Hull shows how the XJ6’s successor, the XJ40 was delayed almost a decade by internal politics and how the post-Lyons uncertainty also afflicted Jaguar styling: One of the reasons for the compromised appearance of the XJS was that nobody wanted to take charge. The arrival of the charismatic Geoff Lawson in 1984 helped to reinvigorate the styling studio and the Ford takeover in 1989 at last brought a sense of security if design constraints. But, as Hull explains, it was the appointment of Lawson’s successor Ian Callum, who writes the forward to this book, which really marked the break with the Jaguar of Lyons.

Design is a complex matter, but the author combines his professional understanding with a remarkable ability to convey the process, showing through illustrations how a final design is arrived at and why certain shapes work and others do not. The final chapter has a helpful glossary as well a fascinating selection of alternative designs considered for Jaguar’s present range, among them an intriguing coupé version of the XE (page 471) notable for its extraordinarily short overhangs.

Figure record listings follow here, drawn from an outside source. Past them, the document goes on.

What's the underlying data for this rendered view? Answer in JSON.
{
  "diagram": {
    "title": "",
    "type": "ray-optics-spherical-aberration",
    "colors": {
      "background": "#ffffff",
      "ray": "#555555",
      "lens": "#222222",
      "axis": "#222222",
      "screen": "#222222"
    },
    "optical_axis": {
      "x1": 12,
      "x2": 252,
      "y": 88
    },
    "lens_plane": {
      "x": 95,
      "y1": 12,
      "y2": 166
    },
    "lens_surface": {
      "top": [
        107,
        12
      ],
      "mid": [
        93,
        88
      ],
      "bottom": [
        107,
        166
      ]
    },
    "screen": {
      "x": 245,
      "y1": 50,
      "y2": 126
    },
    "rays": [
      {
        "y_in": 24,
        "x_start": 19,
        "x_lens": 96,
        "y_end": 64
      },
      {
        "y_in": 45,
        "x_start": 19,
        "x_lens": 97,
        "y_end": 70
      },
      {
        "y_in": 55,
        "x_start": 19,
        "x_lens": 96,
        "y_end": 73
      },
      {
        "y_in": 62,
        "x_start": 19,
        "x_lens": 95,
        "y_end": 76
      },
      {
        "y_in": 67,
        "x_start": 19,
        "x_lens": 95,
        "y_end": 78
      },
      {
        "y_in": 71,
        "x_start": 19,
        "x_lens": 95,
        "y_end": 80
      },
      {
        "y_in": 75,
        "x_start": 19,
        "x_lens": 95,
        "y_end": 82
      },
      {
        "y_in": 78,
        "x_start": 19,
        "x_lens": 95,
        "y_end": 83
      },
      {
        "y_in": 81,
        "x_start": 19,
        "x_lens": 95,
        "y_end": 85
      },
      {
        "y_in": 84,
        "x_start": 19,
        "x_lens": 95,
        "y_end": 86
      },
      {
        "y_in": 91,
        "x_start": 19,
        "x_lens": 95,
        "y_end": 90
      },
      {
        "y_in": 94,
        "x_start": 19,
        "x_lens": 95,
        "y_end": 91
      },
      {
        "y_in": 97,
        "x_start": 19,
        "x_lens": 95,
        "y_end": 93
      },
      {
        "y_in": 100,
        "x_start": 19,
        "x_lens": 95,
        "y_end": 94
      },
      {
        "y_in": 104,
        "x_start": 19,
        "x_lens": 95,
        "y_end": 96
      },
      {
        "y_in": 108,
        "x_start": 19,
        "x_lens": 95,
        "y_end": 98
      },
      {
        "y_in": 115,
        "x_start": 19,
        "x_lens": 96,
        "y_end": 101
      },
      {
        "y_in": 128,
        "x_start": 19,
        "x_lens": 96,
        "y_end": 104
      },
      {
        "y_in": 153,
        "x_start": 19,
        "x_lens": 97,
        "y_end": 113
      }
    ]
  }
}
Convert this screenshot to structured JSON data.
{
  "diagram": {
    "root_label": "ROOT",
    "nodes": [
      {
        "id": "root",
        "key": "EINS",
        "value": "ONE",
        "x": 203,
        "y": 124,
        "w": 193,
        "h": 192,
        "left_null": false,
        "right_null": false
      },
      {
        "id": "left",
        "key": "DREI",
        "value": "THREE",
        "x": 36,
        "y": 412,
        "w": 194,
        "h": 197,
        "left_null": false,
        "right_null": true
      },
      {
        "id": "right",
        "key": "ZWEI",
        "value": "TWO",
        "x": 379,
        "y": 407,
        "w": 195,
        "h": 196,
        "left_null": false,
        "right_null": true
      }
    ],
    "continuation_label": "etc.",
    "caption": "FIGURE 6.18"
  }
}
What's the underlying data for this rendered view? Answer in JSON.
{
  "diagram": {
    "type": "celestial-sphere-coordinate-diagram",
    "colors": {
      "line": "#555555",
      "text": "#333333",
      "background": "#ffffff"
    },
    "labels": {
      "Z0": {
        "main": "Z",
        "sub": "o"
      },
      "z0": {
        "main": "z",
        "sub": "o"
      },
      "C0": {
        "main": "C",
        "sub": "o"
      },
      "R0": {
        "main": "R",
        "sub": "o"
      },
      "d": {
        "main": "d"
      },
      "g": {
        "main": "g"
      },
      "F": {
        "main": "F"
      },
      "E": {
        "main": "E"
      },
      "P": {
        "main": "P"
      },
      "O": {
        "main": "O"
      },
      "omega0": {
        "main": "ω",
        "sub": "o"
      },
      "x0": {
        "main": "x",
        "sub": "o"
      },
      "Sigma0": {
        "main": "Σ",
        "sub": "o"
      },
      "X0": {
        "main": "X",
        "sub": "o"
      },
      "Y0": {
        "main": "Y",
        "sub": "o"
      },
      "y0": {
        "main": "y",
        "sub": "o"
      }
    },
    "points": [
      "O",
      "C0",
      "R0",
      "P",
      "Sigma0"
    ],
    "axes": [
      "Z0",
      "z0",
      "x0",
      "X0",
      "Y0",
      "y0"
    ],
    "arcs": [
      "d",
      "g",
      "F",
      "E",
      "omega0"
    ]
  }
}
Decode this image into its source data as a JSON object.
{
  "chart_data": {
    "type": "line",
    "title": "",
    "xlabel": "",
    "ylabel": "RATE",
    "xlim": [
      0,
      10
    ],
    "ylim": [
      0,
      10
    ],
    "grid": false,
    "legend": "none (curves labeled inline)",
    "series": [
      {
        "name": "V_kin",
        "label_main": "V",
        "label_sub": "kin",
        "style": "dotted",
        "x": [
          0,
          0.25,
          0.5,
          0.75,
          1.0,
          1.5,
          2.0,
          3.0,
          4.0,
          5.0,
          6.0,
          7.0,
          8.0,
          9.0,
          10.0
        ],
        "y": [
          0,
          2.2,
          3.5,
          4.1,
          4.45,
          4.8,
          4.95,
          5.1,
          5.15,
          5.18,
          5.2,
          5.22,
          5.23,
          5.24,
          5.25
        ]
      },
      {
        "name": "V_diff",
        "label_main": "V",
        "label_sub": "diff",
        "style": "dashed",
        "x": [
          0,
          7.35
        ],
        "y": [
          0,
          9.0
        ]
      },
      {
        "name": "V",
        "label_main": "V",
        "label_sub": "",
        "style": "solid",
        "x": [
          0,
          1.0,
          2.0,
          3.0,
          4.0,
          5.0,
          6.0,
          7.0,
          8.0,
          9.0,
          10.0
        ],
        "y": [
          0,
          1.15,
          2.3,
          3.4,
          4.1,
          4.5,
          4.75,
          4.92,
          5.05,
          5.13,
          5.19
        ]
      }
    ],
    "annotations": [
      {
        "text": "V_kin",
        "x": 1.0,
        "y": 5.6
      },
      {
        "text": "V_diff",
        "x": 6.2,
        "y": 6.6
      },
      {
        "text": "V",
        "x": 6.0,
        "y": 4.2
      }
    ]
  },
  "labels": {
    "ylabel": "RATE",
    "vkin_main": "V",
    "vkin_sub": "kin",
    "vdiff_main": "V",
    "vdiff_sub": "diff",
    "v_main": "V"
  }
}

Though his subject is the evolution of style, Hull does not forget the importance of details, however minor, that delight historians: Lyons came away from the 1965 Motor Show so disappointed at the response to the S type that he promptly drew the Mark 10 front on to it to create the idea for the 420G virtually in an afternoon; some of the most famous photographs of Sir William show him inspecting mock ups on the drive at his home at Wappenbury, but assembling these models in situ on a cold or wet day (while their boss stayed in the warm) was an utterly thankless task for the employees involved who were not even offered a cup of tea!

Most works on Jaguar, and there are many, have dealt with personalities, engineering or particular models. Jaguar Design at last addresses that difficult but critical element missing from previous Jaguar histories, an exegisis of the style and design that makes Jaguar. This outstanding book shows not only painstaking research, but is also beautifully written. Nick Hull deserves congratulation for tackling a daunting challenge and producing such an informative and convincing account.